Though Kawakami’s humorous Nakano Thrift Shop draws much attention from readers and reviewers alike, Strange Weather’s combination of longing and independence has a power all its own. The magic of its contradictions—friendly neighborhood and concrete jungle, comfortable love and incalculable loss—lingers on.
Hiromi Kawakami, Strange Weather in Tokyo, trans. Allison Markin Powell (Counterpoint Press, 2013)
Photo credit: Janko Ferlic, “Turned-on Street Light,” via Pexels.
An interesting review and interesting project. I have a question that’s an obvious one, but still–since so much gets lost and added in translations from one language to another, not just in books but even in conversation according to some linguists, what are fair judgments to make in deciding if a translation is good or not? The review of Strange Weather in Tokyo says Powell’s is an elegant translation, but I don’t guess that means the original was necessarily as elegant?

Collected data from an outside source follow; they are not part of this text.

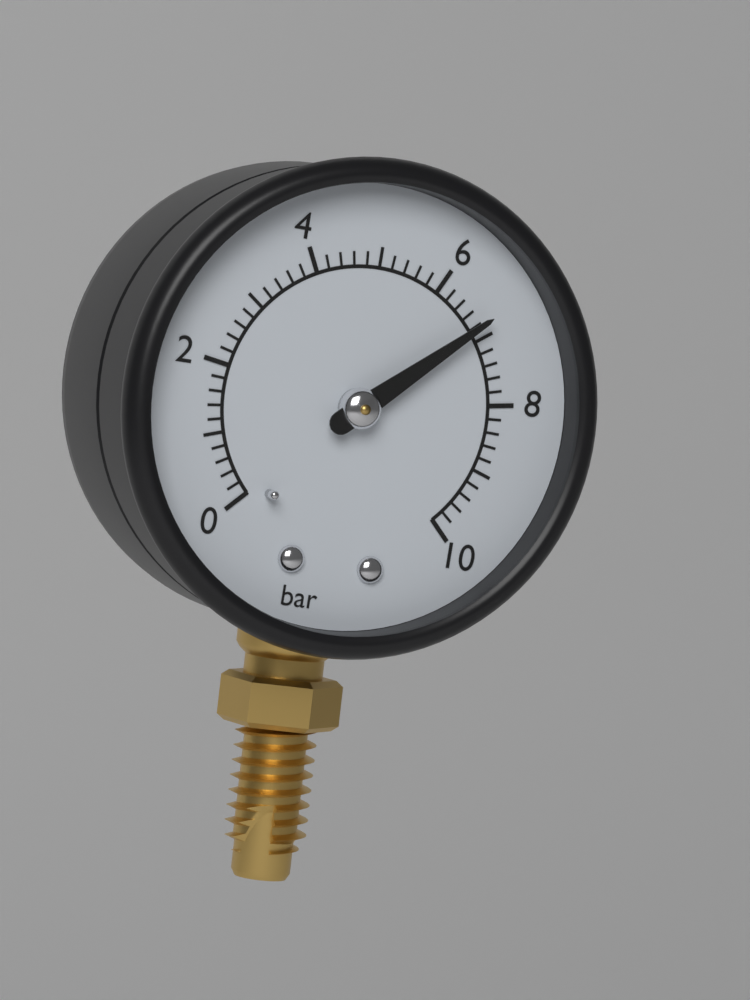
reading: 6.8 bar
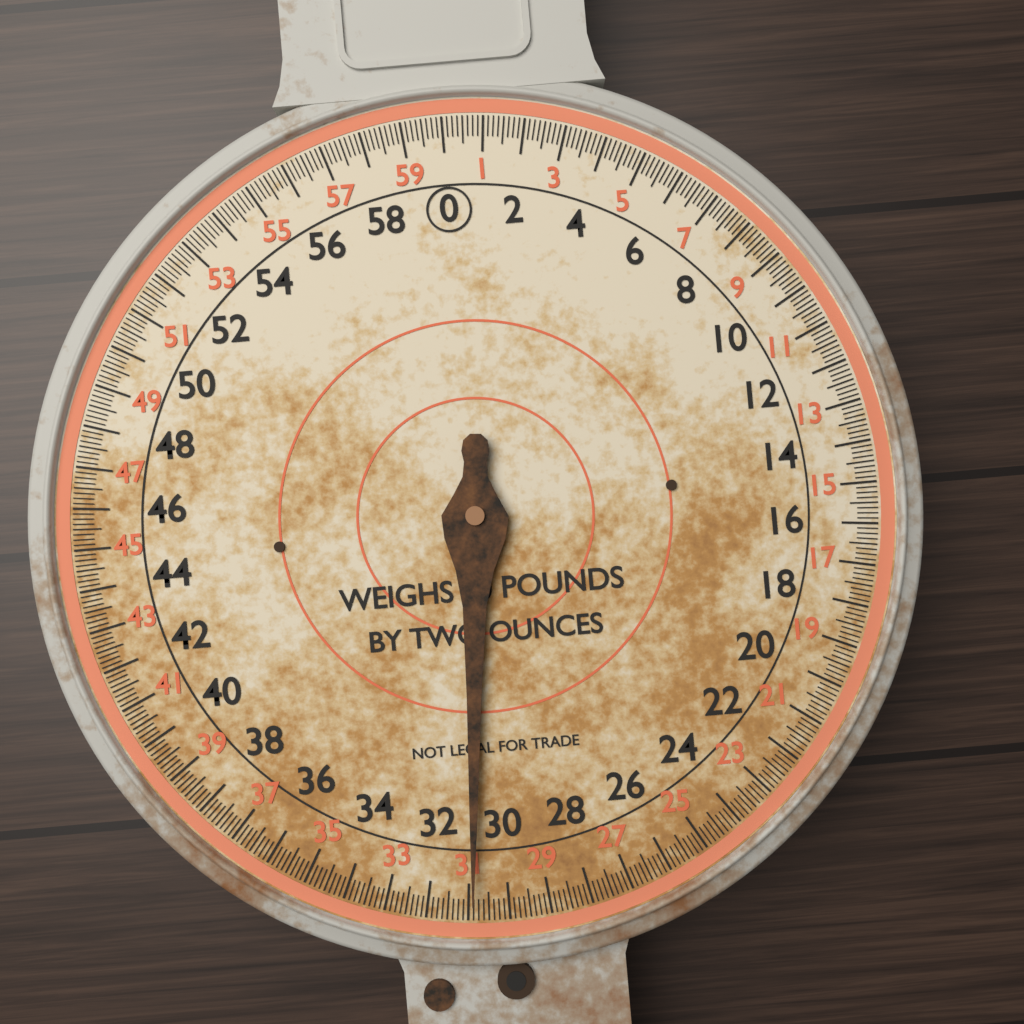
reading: 30.875 lb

Thank you for commenting with such a thoughtful point! It brings to mind an interview I read with Deborah Smith (a popular translator of Korean novels whose work I’ll review on here shortly). Smith insists that the true test of a translator is not how well she knows the original language of the text, but her expertise in the language into which the novel is being translated. I think this observation illustrates our vulnerability as readers when we encounter a text in translation. In many ways, I’m not really reviewing Kawakami’s work, but Allison Markin Powell’s interpretation of Kawakami’s work. So as I read a translation, I’m thinking about potential pitfalls I’ve seen before: Are there run-on sentences overflowing with adjectives? Are there strange metaphors/similes/other examples of figurative language that fall flat in English? In my opinion, this novel shows none of these common weaknesses of translation. While Kawakami’s original is my blind spot as a reader, I feel confident praising this edition. But your comment does open up intriguing avenues of inquiry into the act of translation itself, and what is lost or gained in the linguistic shift. I appreciate that.